Nobel winner who is part of the IPCC rejects his part of the Nobel Peace prize

John Christy is of those dreadful global warming skeptics who isn’t convinced of the arguments being made by The Goracle and the majority of his IPCC colleagues that global warming is “man-made” and has symbollically declined his part of the Nobel Peace prize he shares with Al and the gang at the IPCC. Via the WSJ:

I’ve had a lot of fun recently with my tiny (and unofficial) slice of the 2007 Nobel Peace Prize awarded to the Intergovernmental Panel on Climate Change (IPCC). But, though I was one of thousands of IPCC participants, I don’t think I will add “0.0001 Nobel Laureate” to my resume.

The other half of the prize was awarded to former Vice President Al Gore, whose carbon footprint would stomp my neighborhood flat. But that’s another story.Large icebergs in the Weddell Sea, Antarctica. Winter sea ice around the continent set a record maximum last month.

Both halves of the award honor promoting the message that Earth’s temperature is rising due to human-based emissions of greenhouse gases. The Nobel committee praises Mr. Gore and the IPCC for alerting us to a potential catastrophe and for spurring us to a carbonless economy.

I’m sure the majority (but not all) of my IPCC colleagues cringe when I say this, but I see neither the developing catastrophe nor the smoking gun proving that human activity is to blame for most of the warming we see. Rather, I see a reliance on climate models (useful but never “proof”) and the coincidence that changes in carbon dioxide and global temperatures have loose similarity over time.

There are some of us who remain so humbled by the task of measuring and understanding the extraordinarily complex climate system that we are skeptical of our ability to know what it is doing and why. As we build climate data sets from scratch and look into the guts of the climate system, however, we don’t find the alarmist theory matching observations. (The National Oceanic and Atmospheric Administration satellite data we analyze at the University of Alabama in Huntsville does show modest warming — around 2.5 degrees Fahrenheit per century, if current warming trends of 0.25 degrees per decade continue.)

It is my turn to cringe when I hear overstated-confidence from those who describe the projected evolution of global weather patterns over the next 100 years, especially when I consider how difficult it is to accurately predict that system’s behavior over the next five days.

Mother Nature simply operates at a level of complexity that is, at this point, beyond the mastery of mere mortals (such as scientists) and the tools available to us. As my high-school physics teacher admonished us in those we-shall-conquer-the-world-with-a-slide-rule days, “Begin all of your scientific pronouncements with ‘At our present level of ignorance, we think we know . . .'”

I haven’t seen that type of climate humility lately. Rather I see jump-to-conclusions advocates and, unfortunately, some scientists who see in every weather anomaly the specter of a global-warming apocalypse. Explaining each successive phenomenon as a result of human action gives them comfort and an easy answer.

He goes on to provide evidence that recent occurrences like the droughts that are plaguing certain parts of the US can’t with certainty be tied to global warming.

All I have to say is this guy better watch his back, because we all know how fanatical global warming alarmists treat skeptics.

Via Matthew Sheffield at Newsbusters.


→ Task details
Could you write out every record below exactly, leaving out any pictures?

→ Exercise materials
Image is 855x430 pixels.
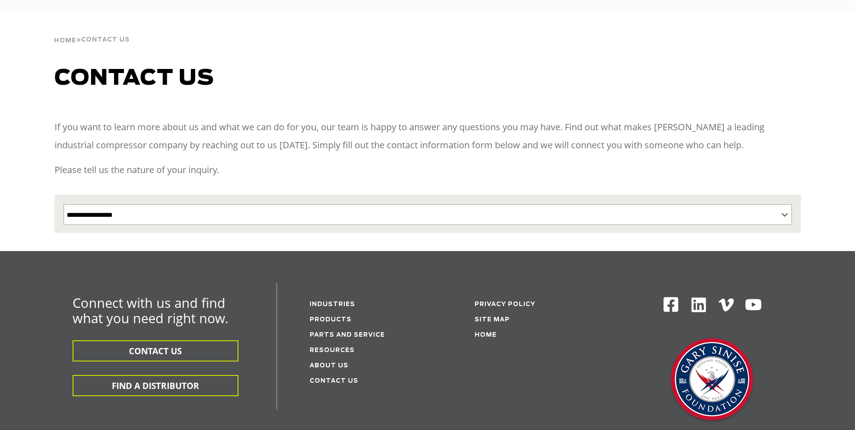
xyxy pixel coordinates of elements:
button: CONTACT US [73,340,238,361]
p: If you want to learn more about us and what we can do for you, our team is happy to answer any qu... [55,118,801,154]
span: Home [54,38,76,44]
a: Site Map [474,317,510,323]
a: Industries [310,301,355,307]
a: Privacy Policy [474,301,535,307]
img: Gary Sinise Foundation [667,335,757,425]
a: Home [54,36,76,44]
button: FIND A DISTRIBUTOR [73,375,238,396]
img: Youtube [744,296,762,314]
p: Please tell us the nature of your inquiry. [55,161,801,179]
span: Connect with us and find what you need right now. [73,294,228,327]
a: Parts and service [310,332,385,338]
a: Home [474,332,497,338]
span: Contact Us [81,37,130,43]
span: Contact us [55,68,214,89]
a: Contact Us [310,378,358,384]
a: About Us [310,363,348,369]
a: Resources [310,347,355,353]
div: > [54,14,130,48]
img: Linkedin [690,296,707,314]
img: Facebook [662,296,679,313]
a: Products [310,317,351,323]
img: Vimeo [718,298,734,311]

→ Task answer
Image is 855x430 pixels.
xyxy pixel coordinates of elements:
button: CONTACT US [73,340,238,361]
p: If you want to learn more about us and what we can do for you, our team is happy to answer any qu... [55,118,801,154]
span: Home [54,38,76,44]
a: Site Map [474,317,510,323]
a: Industries [310,301,355,307]
a: Privacy Policy [474,301,535,307]
img: Gary Sinise Foundation [667,335,757,425]
a: Home [54,36,76,44]
button: FIND A DISTRIBUTOR [73,375,238,396]
img: Youtube [744,296,762,314]
p: Please tell us the nature of your inquiry. [55,161,801,179]
span: Connect with us and find what you need right now. [73,294,228,327]
a: Parts and service [310,332,385,338]
a: Home [474,332,497,338]
span: Contact Us [81,37,130,43]
span: Contact us [55,68,214,89]
a: Contact Us [310,378,358,384]
a: About Us [310,363,348,369]
a: Resources [310,347,355,353]
div: > [54,14,130,48]
img: Linkedin [690,296,707,314]
img: Facebook [662,296,679,313]
a: Products [310,317,351,323]
img: Vimeo [718,298,734,311]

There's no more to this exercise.